POEMS FOR JAZZ ICONS (& THEIR SOUND)

                                                                 

                                                                          Miles Davis 1926 – 1991

               [That climate changing horn, breath and instrument twinned 
                after centuries of mating, since chance & genes
                in consummation = 'the one' a Mary knows; like no sound on earth.
                There, too, birth marked in (our) Kitch, Sparrow, Marley
                Shadow (few since). 

                I mean the Miles sound, sinew & curve pristine
                until he took off into 70s fusion, bored with gigs cool
                & origins; playing back to audience bored
                with audience; asking all to listen like birds
                alight on power lines sensors gripping;

                until he started chasing young girls' gold-
                haired hits like Lauper's "Time After Time",
                and you wondered: where's he going with that?
                the hot breath quick of pretty young songs? new
                hip swing for hipsters grown too old to rock?

                In the ballads, I know now, he felt the tremble of innocence
                & risk, heard chords immortal blue;
                horn husks to dig for.

                I hear Young Jeezy "Crazy World", Phoenix "1901";
                and think: Miles would have loved vamping that
                juiced up throng and throb; shoulders hunched to shaft in
                for a sweaty duel or three then turn away;
                streaming up a brew fresh as tomorrow, horn-
                miracled; like no bitch on earth, yo!]-W.W. 
 

                                    THE SONG IS YOU
                                                        
Ella Fitzgerald 1918 – 1996

                                    Now, more than before, we know
                                    there is no song you have not
                                    sung: we have only to think
                                    of one for it to become
                                    a bell whose tongue is yours,
                                    moreso now in the silence
                                    of its new dangling balance.
                                         (from "Gift of Screws" by Brian Chan) 


                                    
                                    SONNY STITT'S SAX

                                             A voice like a boy's sure scrawl
                                    of question marks across a blackboard
                                    of silence, a chalky scrape
                                    whose tails fade to fine points as though they
                                    are their own firm erasers.
                                       (from "Fabula Rasa" by B
rian Chan)            

                                        BIRD,

                                    your silence of screeches lends me
                                    the faith to scratch on the air one more
                                    noise of us who fly without wing.
                                          (from "Thief With Leaf" by Brian
Chan)  

                                                        

 

 

 

 

 

 

Unknown's avatar

Author: FarJourney Caribbean

Born in Guyana : Wyck Williams writes poetry and fiction. He lives in New York City. The poet Brian Chan lives in Alberta, Canada.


◆ What the exercise asks ◆
Take every line containing "carbon" from the material and copy it.

◆ Source data ◆

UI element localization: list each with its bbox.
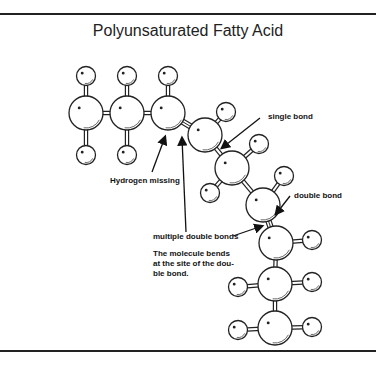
carbon-atom bbox=[110, 96, 144, 130]
multiple-double-bonds-arrow bbox=[182, 138, 186, 232]
hydrogen-atom bbox=[77, 146, 96, 165]
bottom-rule bbox=[0, 350, 376, 352]
label-double-bond: double bond bbox=[294, 191, 342, 201]
molecule-diagram bbox=[0, 0, 376, 368]
carbon-atom bbox=[259, 226, 293, 260]
carbon-atom bbox=[258, 267, 292, 301]
hydrogen-atom bbox=[201, 184, 220, 203]
hydrogen-atom bbox=[217, 103, 236, 122]
carbon-atom bbox=[258, 311, 292, 345]
hydrogen-atom bbox=[118, 67, 137, 86]
note-line-2: at the site of the dou- bbox=[153, 259, 234, 269]
hydrogen-missing-arrow bbox=[152, 137, 165, 172]
hydrogen-atom bbox=[303, 231, 322, 250]
hydrogen-atom bbox=[159, 67, 178, 86]
note-line-3: ble bond. bbox=[153, 269, 234, 279]
note-text: The molecule bends at the site of the do… bbox=[153, 249, 234, 279]
carbon-atom bbox=[69, 96, 103, 130]
carbon-atom bbox=[215, 151, 249, 185]
label-single-bond: single bond bbox=[268, 112, 313, 122]
hydrogen-atom bbox=[229, 321, 248, 340]
hydrogen-atom bbox=[303, 273, 322, 292]
carbon-atom bbox=[151, 96, 185, 130]
hydrogen-atom bbox=[275, 167, 294, 186]
label-hydrogen-missing: Hydrogen missing bbox=[110, 176, 180, 186]
carbon-atom bbox=[246, 188, 280, 222]
label-multiple-double-bonds: multiple double bonds bbox=[153, 232, 238, 242]
hydrogen-atom bbox=[303, 318, 322, 337]
hydrogen-atom bbox=[250, 135, 269, 154]
note-line-1: The molecule bends bbox=[153, 249, 234, 259]
carbon-atom bbox=[188, 118, 222, 152]
hydrogen-atom bbox=[118, 146, 137, 165]
hydrogen-atom bbox=[229, 278, 248, 297]
hydrogen-atom bbox=[77, 67, 96, 86]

◆ Finished task ◆
carbon-atom bbox=[110, 96, 144, 130]
carbon-atom bbox=[259, 226, 293, 260]
carbon-atom bbox=[258, 267, 292, 301]
carbon-atom bbox=[258, 311, 292, 345]
carbon-atom bbox=[69, 96, 103, 130]
carbon-atom bbox=[215, 151, 249, 185]
carbon-atom bbox=[151, 96, 185, 130]
carbon-atom bbox=[246, 188, 280, 222]
carbon-atom bbox=[188, 118, 222, 152]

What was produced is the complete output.